Fair enough for this “preview” device, but for the final device release it would be nice not having to add a cinch plug for every single voice device.
This is THE FINAL device from Nabu Casa for now. What will change and evolve is the software.
Other people might pick up the openly available pcb designs and build other devices based on that.
It’s all in the YouTube video…
FYI, FutureProofHomes has now also announced the final hardware design of their much more advanced ”Satellite1 Dev Kit” (or rather announced a public beta pre-launch with pre-order for their the USA only) so that development board hardware looks fully ready too even if not available to ship as of yet.
As you can see in their video they taken a very different approach by making it modular using a two-board design that seperate the compute board from the voice board, and making it compatible with the Raspberry Pi Zero standard it will be both flexible today and upgradable to other compute boards in the future.
Okay, not sure if this popped up anywhere else yet, but anyway: coming back to the topic around “switching between internal speaker and 3.5 plug output”. I initially thought that the 3.5mm plug is used in the “oldschool” way, where the signal to the plug by default is connected to the amp for the internal speaker, and only gets disconnected mechanically when a plug is inserted. Luckily enough the VPE uses the same approach as the respeaker_lite: it uses the microphone detection pin of the 3.5mm plug to switch the amp for the internal speaker on and off. The respeaker docs also have the infos how to switch off the plug detection: GitHub - respeaker/ReSpeaker_Lite
The nice thing is that this could technically also be made controllable, via one of the unused gpio pins of the esp and a few parts.
With that it would be possible to use the internal speaker in parallel to the 3.5mm jack, but basically “on demand”, aka: switchable
I didn’t look far enough into the DAC yet, maybe there is also a way to easily switch the signal to the 3.5mm jack on and off, then it should be possible to fully choose which audio-out to use in a given situation without having to plug and unplug the 3.5mm jack: both, only internal, only external, none
Would probably also be a good idea to make use of that Grove port to connect a relay so can switch off power to the external speaker/reciever when it is not being used.
Maybe a good idea to have a simple way to have a eaxh to use stand-by feature that will power off external speaker/reciever via the Grove port deing for example the night or away mode so external speaker/reciever draw to much power.
I known that having many external speaker/reciever running 24-hours pay day will quickly become expensive in electricity usage.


### About this exercise
Copy out every entry precisely.

[Data excerpts]
= = = =

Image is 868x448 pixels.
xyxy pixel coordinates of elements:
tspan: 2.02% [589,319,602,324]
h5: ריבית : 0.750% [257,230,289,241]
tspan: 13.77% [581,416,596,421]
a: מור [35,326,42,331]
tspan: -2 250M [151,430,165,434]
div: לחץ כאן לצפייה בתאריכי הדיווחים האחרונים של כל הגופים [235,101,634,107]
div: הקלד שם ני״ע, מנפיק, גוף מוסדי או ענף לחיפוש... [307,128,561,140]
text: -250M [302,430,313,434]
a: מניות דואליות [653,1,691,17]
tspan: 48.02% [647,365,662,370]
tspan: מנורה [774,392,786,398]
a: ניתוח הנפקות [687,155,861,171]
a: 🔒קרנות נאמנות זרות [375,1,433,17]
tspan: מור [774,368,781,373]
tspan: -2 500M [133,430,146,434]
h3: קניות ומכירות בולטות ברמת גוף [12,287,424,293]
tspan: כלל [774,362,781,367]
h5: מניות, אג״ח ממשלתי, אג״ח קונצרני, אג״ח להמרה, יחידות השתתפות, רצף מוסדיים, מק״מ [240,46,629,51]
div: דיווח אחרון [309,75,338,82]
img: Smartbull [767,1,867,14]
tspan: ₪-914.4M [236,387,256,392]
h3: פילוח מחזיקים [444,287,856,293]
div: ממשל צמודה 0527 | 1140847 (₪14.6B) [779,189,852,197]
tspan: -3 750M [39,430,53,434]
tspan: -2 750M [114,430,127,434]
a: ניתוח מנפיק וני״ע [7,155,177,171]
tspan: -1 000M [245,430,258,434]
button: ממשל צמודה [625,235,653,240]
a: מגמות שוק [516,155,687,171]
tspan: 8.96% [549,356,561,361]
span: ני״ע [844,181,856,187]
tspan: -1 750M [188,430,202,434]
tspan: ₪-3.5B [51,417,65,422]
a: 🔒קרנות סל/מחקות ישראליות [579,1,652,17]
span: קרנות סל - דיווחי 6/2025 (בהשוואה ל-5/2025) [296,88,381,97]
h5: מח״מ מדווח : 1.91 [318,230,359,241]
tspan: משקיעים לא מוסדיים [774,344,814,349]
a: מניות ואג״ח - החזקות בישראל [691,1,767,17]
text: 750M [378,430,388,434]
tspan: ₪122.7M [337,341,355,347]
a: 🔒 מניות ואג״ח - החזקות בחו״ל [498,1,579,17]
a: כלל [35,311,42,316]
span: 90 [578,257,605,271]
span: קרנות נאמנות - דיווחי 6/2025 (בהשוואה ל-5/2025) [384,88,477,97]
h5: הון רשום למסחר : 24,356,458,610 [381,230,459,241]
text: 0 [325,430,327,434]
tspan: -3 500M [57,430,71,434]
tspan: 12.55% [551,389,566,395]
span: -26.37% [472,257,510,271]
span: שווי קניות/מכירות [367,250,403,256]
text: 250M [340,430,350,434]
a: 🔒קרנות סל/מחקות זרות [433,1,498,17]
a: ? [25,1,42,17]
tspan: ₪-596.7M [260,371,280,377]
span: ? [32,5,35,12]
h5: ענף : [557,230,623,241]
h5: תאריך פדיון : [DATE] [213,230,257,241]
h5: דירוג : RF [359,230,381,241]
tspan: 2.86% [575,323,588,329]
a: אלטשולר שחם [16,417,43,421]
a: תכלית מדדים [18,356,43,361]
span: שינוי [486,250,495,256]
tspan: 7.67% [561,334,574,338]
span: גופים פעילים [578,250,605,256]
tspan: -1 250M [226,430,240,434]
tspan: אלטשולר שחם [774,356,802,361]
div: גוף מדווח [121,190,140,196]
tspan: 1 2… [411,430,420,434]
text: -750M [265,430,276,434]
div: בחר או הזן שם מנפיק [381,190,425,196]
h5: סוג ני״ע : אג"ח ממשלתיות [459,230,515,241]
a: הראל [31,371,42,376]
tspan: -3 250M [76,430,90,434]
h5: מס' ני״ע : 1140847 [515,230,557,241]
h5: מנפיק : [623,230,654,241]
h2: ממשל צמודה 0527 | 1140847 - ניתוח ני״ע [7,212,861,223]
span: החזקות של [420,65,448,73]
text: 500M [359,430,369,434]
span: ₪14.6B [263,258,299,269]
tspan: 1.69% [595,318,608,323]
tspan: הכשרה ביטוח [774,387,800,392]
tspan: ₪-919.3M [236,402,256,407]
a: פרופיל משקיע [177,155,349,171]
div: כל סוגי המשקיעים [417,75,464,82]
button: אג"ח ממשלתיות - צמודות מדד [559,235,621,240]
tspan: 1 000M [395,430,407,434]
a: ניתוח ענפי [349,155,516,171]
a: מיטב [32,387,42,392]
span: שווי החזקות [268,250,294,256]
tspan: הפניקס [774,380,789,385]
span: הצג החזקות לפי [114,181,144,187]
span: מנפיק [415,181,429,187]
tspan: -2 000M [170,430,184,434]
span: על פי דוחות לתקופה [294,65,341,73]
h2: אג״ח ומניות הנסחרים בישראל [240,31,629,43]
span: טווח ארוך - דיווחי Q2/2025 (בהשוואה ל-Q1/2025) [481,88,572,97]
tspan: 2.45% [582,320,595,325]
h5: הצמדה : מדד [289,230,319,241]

= = = =

### Solution to this problem
Image is 868x448 pixels.
xyxy pixel coordinates of elements:
tspan: 2.02% [589,319,602,324]
h5: ריבית : 0.750% [257,230,289,241]
tspan: 13.77% [581,416,596,421]
a: מור [35,326,42,331]
tspan: -2 250M [151,430,165,434]
div: לחץ כאן לצפייה בתאריכי הדיווחים האחרונים של כל הגופים [235,101,634,107]
div: הקלד שם ני״ע, מנפיק, גוף מוסדי או ענף לחיפוש... [307,128,561,140]
text: -250M [302,430,313,434]
a: מניות דואליות [653,1,691,17]
tspan: 48.02% [647,365,662,370]
tspan: מנורה [774,392,786,398]
a: ניתוח הנפקות [687,155,861,171]
a: 🔒קרנות נאמנות זרות [375,1,433,17]
tspan: מור [774,368,781,373]
tspan: -2 500M [133,430,146,434]
h3: קניות ומכירות בולטות ברמת גוף [12,287,424,293]
tspan: כלל [774,362,781,367]
h5: מניות, אג״ח ממשלתי, אג״ח קונצרני, אג״ח להמרה, יחידות השתתפות, רצף מוסדיים, מק״מ [240,46,629,51]
div: דיווח אחרון [309,75,338,82]
img: Smartbull [767,1,867,14]
tspan: ₪-914.4M [236,387,256,392]
h3: פילוח מחזיקים [444,287,856,293]
div: ממשל צמודה 0527 | 1140847 (₪14.6B) [779,189,852,197]
tspan: -3 750M [39,430,53,434]
tspan: -2 750M [114,430,127,434]
a: ניתוח מנפיק וני״ע [7,155,177,171]
tspan: -1 000M [245,430,258,434]
button: ממשל צמודה [625,235,653,240]
a: מגמות שוק [516,155,687,171]
tspan: 8.96% [549,356,561,361]
span: ני״ע [844,181,856,187]
tspan: -1 750M [188,430,202,434]
tspan: ₪-3.5B [51,417,65,422]
a: 🔒קרנות סל/מחקות ישראליות [579,1,652,17]
span: קרנות סל - דיווחי 6/2025 (בהשוואה ל-5/2025) [296,88,381,97]
h5: מח״מ מדווח : 1.91 [318,230,359,241]
tspan: משקיעים לא מוסדיים [774,344,814,349]
a: מניות ואג״ח - החזקות בישראל [691,1,767,17]
text: 750M [378,430,388,434]
tspan: ₪122.7M [337,341,355,347]
a: 🔒 מניות ואג״ח - החזקות בחו״ל [498,1,579,17]
a: כלל [35,311,42,316]
span: 90 [578,257,605,271]
span: קרנות נאמנות - דיווחי 6/2025 (בהשוואה ל-5/2025) [384,88,477,97]
h5: הון רשום למסחר : 24,356,458,610 [381,230,459,241]
text: 0 [325,430,327,434]
tspan: -3 500M [57,430,71,434]
tspan: 12.55% [551,389,566,395]
span: -26.37% [472,257,510,271]
span: שווי קניות/מכירות [367,250,403,256]
text: 250M [340,430,350,434]
a: 🔒קרנות סל/מחקות זרות [433,1,498,17]
a: ? [25,1,42,17]
tspan: ₪-596.7M [260,371,280,377]
span: ? [32,5,35,12]
h5: ענף : [557,230,623,241]
h5: תאריך פדיון : [DATE] [213,230,257,241]
h5: דירוג : RF [359,230,381,241]
tspan: 2.86% [575,323,588,329]
a: אלטשולר שחם [16,417,43,421]
a: תכלית מדדים [18,356,43,361]
span: שינוי [486,250,495,256]
tspan: 7.67% [561,334,574,338]
span: גופים פעילים [578,250,605,256]
tspan: -1 250M [226,430,240,434]
tspan: אלטשולר שחם [774,356,802,361]
div: גוף מדווח [121,190,140,196]
tspan: 1 2… [411,430,420,434]
text: -750M [265,430,276,434]
div: בחר או הזן שם מנפיק [381,190,425,196]
h5: סוג ני״ע : אג"ח ממשלתיות [459,230,515,241]
a: הראל [31,371,42,376]
tspan: -3 250M [76,430,90,434]
h5: מס' ני״ע : 1140847 [515,230,557,241]
h5: מנפיק : [623,230,654,241]
h2: ממשל צמודה 0527 | 1140847 - ניתוח ני״ע [7,212,861,223]
span: החזקות של [420,65,448,73]
text: 500M [359,430,369,434]
span: ₪14.6B [263,258,299,269]
tspan: 1.69% [595,318,608,323]
tspan: הכשרה ביטוח [774,387,800,392]
tspan: ₪-919.3M [236,402,256,407]
a: פרופיל משקיע [177,155,349,171]
div: כל סוגי המשקיעים [417,75,464,82]
button: אג"ח ממשלתיות - צמודות מדד [559,235,621,240]
tspan: 1 000M [395,430,407,434]
a: ניתוח ענפי [349,155,516,171]
a: מיטב [32,387,42,392]
span: שווי החזקות [268,250,294,256]
tspan: הפניקס [774,380,789,385]
span: הצג החזקות לפי [114,181,144,187]
span: מנפיק [415,181,429,187]
tspan: -2 000M [170,430,184,434]
span: על פי דוחות לתקופה [294,65,341,73]
h2: אג״ח ומניות הנסחרים בישראל [240,31,629,43]
span: טווח ארוך - דיווחי Q2/2025 (בהשוואה ל-Q1/2025) [481,88,572,97]
tspan: 2.45% [582,320,595,325]
h5: הצמדה : מדד [289,230,319,241]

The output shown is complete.